LMM: [something about priority of market forces vs policy? scribe was behind]

<masinter> I wondered whether this was specifically an issue around accessibility, or if it was really a conflict between policy-based requirements vs. market requirements

<masinter> that some of the accessibility requirements came from trying to enforce a policy that wasn't directly a result of market forces but trying to do social re-engineering

SR: I strongly agree
... there's a line of argument that says "this technical feature has been in the spec for a decade and experience shows the market doesn't want to use it or can't use it productively"...
... some people use that argument _against_ mandatory-alt but not against presentational markup such as <canvas> [is canvas a typo?

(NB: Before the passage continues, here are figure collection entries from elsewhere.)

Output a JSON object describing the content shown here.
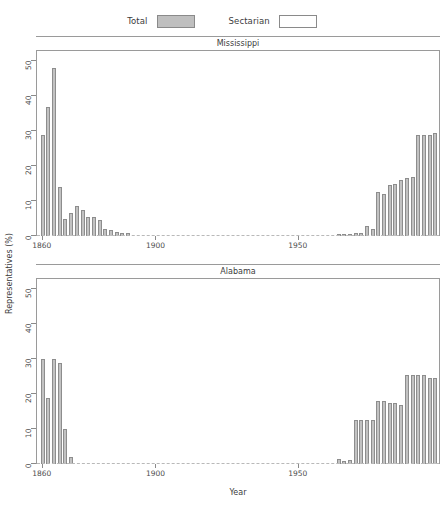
{
  "legend": {
    "entries": [
      {
        "label": "Total",
        "style": "filled",
        "color": "#bfbfbf",
        "name": "legend-swatch-total"
      },
      {
        "label": "Sectarian",
        "style": "empty",
        "color": "#ffffff",
        "name": "legend-swatch-sectarian"
      }
    ]
  },
  "axes": {
    "ylabel": "Representatives (%)",
    "xlabel": "Year",
    "yticks": [
      0,
      10,
      20,
      30,
      40,
      50
    ],
    "xticks": [
      1860,
      1900,
      1950
    ]
  },
  "chart_data": {
    "type": "bar",
    "title": "",
    "xlabel": "Year",
    "ylabel": "Representatives (%)",
    "xlim": [
      1858,
      2000
    ],
    "ylim": [
      0,
      53
    ],
    "yticks": [
      0,
      10,
      20,
      30,
      40,
      50
    ],
    "xticks": [
      1860,
      1900,
      1950
    ],
    "grid": false,
    "legend_position": "top-center",
    "legend": [
      "Total",
      "Sectarian"
    ],
    "panels": [
      {
        "name": "Mississippi",
        "x": [
          1860,
          1862,
          1864,
          1866,
          1868,
          1870,
          1872,
          1874,
          1876,
          1878,
          1880,
          1882,
          1884,
          1886,
          1888,
          1890,
          1892,
          1894,
          1896,
          1898,
          1900,
          1902,
          1904,
          1906,
          1964,
          1966,
          1968,
          1970,
          1972,
          1974,
          1976,
          1978,
          1980,
          1982,
          1984,
          1986,
          1988,
          1990,
          1992,
          1994,
          1996,
          1998
        ],
        "values": [
          29,
          37,
          48,
          14,
          5,
          6.5,
          8.5,
          7.5,
          5.5,
          5.5,
          4.5,
          2,
          1.8,
          1.2,
          1,
          0.9,
          0,
          0,
          0,
          0,
          0,
          0,
          0,
          0,
          0.5,
          0.6,
          0.7,
          0.8,
          0.9,
          3,
          2,
          12.5,
          12,
          14.5,
          15,
          16,
          16.5,
          17,
          29,
          29,
          29,
          29.5
        ]
      },
      {
        "name": "Alabama",
        "x": [
          1860,
          1862,
          1864,
          1866,
          1868,
          1870,
          1872,
          1874,
          1876,
          1878,
          1880,
          1964,
          1966,
          1968,
          1970,
          1972,
          1974,
          1976,
          1978,
          1980,
          1982,
          1984,
          1986,
          1988,
          1990,
          1992,
          1994,
          1996,
          1998
        ],
        "values": [
          30,
          19,
          30,
          29,
          10,
          2,
          0,
          0,
          0,
          0,
          0,
          1.5,
          1,
          1.2,
          12.5,
          12.5,
          12.5,
          12.5,
          18,
          18,
          17.5,
          17.5,
          17,
          25.5,
          25.5,
          25.5,
          25.5,
          24.5,
          24.5
        ]
      }
    ]
  }
}
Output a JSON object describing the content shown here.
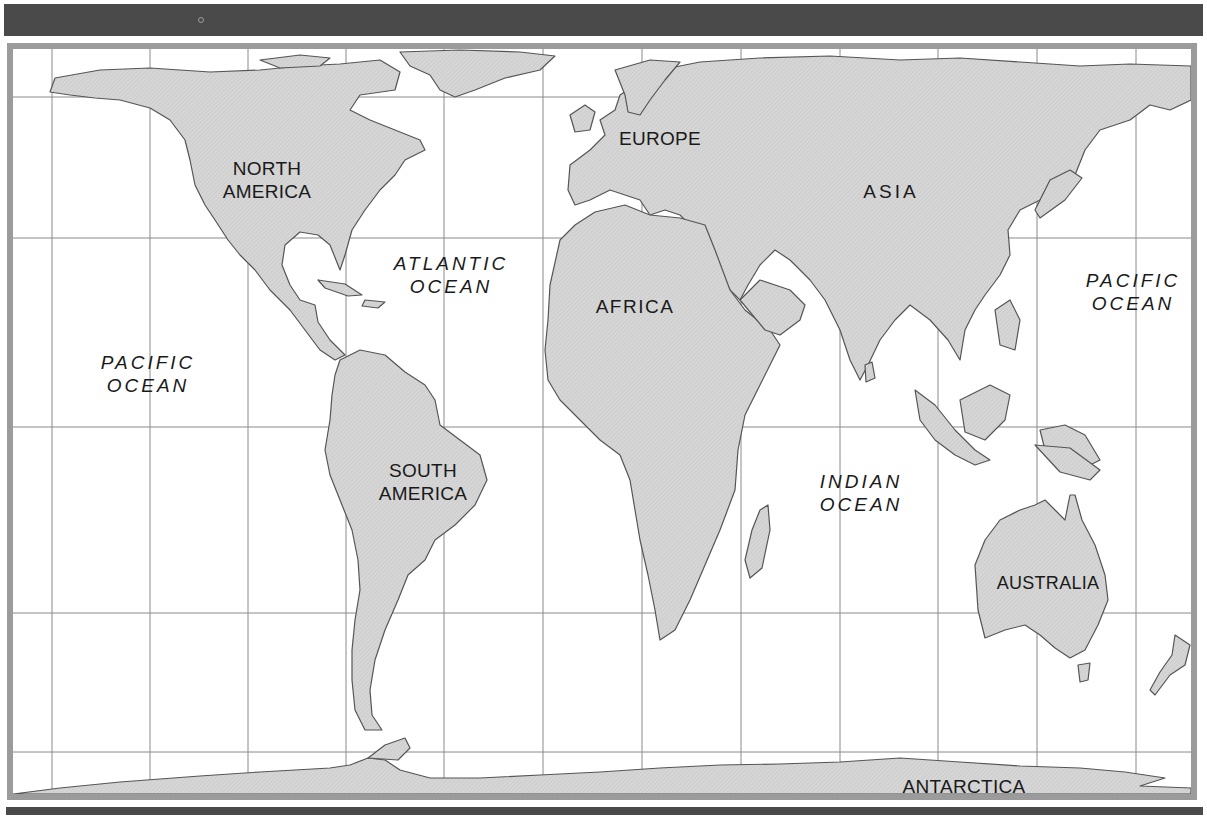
{
  "map": {
    "colors": {
      "land": "#d3d3d3",
      "coast": "#555555",
      "water": "#ffffff",
      "grid": "#8a8a8a",
      "frame": "#9b9b9b",
      "bars": "#4a4a4a",
      "text": "#1a1a1a"
    },
    "grid": {
      "verticals_x": [
        52,
        150,
        248,
        346,
        444,
        543,
        642,
        741,
        840,
        938,
        1037,
        1136
      ],
      "horizontals_y": [
        97,
        238,
        427,
        613,
        752
      ]
    },
    "continents": [
      {
        "id": "north-america",
        "line1": "NORTH",
        "line2": "AMERICA"
      },
      {
        "id": "south-america",
        "line1": "SOUTH",
        "line2": "AMERICA"
      },
      {
        "id": "europe",
        "line1": "EUROPE"
      },
      {
        "id": "asia",
        "line1": "ASIA"
      },
      {
        "id": "africa",
        "line1": "AFRICA"
      },
      {
        "id": "australia",
        "line1": "AUSTRALIA"
      },
      {
        "id": "antarctica",
        "line1": "ANTARCTICA"
      }
    ],
    "oceans": [
      {
        "id": "pacific-west",
        "line1": "PACIFIC",
        "line2": "OCEAN"
      },
      {
        "id": "atlantic",
        "line1": "ATLANTIC",
        "line2": "OCEAN"
      },
      {
        "id": "indian",
        "line1": "INDIAN",
        "line2": "OCEAN"
      },
      {
        "id": "pacific-east",
        "line1": "PACIFIC",
        "line2": "OCEAN"
      }
    ]
  }
}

I think he gave a better example.]

Paul C. arrives

TBL: [not sure about the gist... something about the tension between acknowledging the importance of accessibility vs the technical awkwardness of making alt mandatory]

<rubys> validator messages for google.com, roughly sorted by category: http://intertwingly.net/stories/2010/03/20/www.google.com

LMM: is this restricted to accessibility issues? or are there more policy issues? the accessibility community is energized now, but we've seen similar issues around privacy
... also security... e.g. origin header

<masinter> security over origin header, stability through network gateways

TVR: as an end-user, alt on images that has frustrated me to no end... as an end-user, I couldn't care less. [struggling to paraphrase, so just recording verbatim]
... the hope for @alt was that authoring tools would prompt for alt text when images were added...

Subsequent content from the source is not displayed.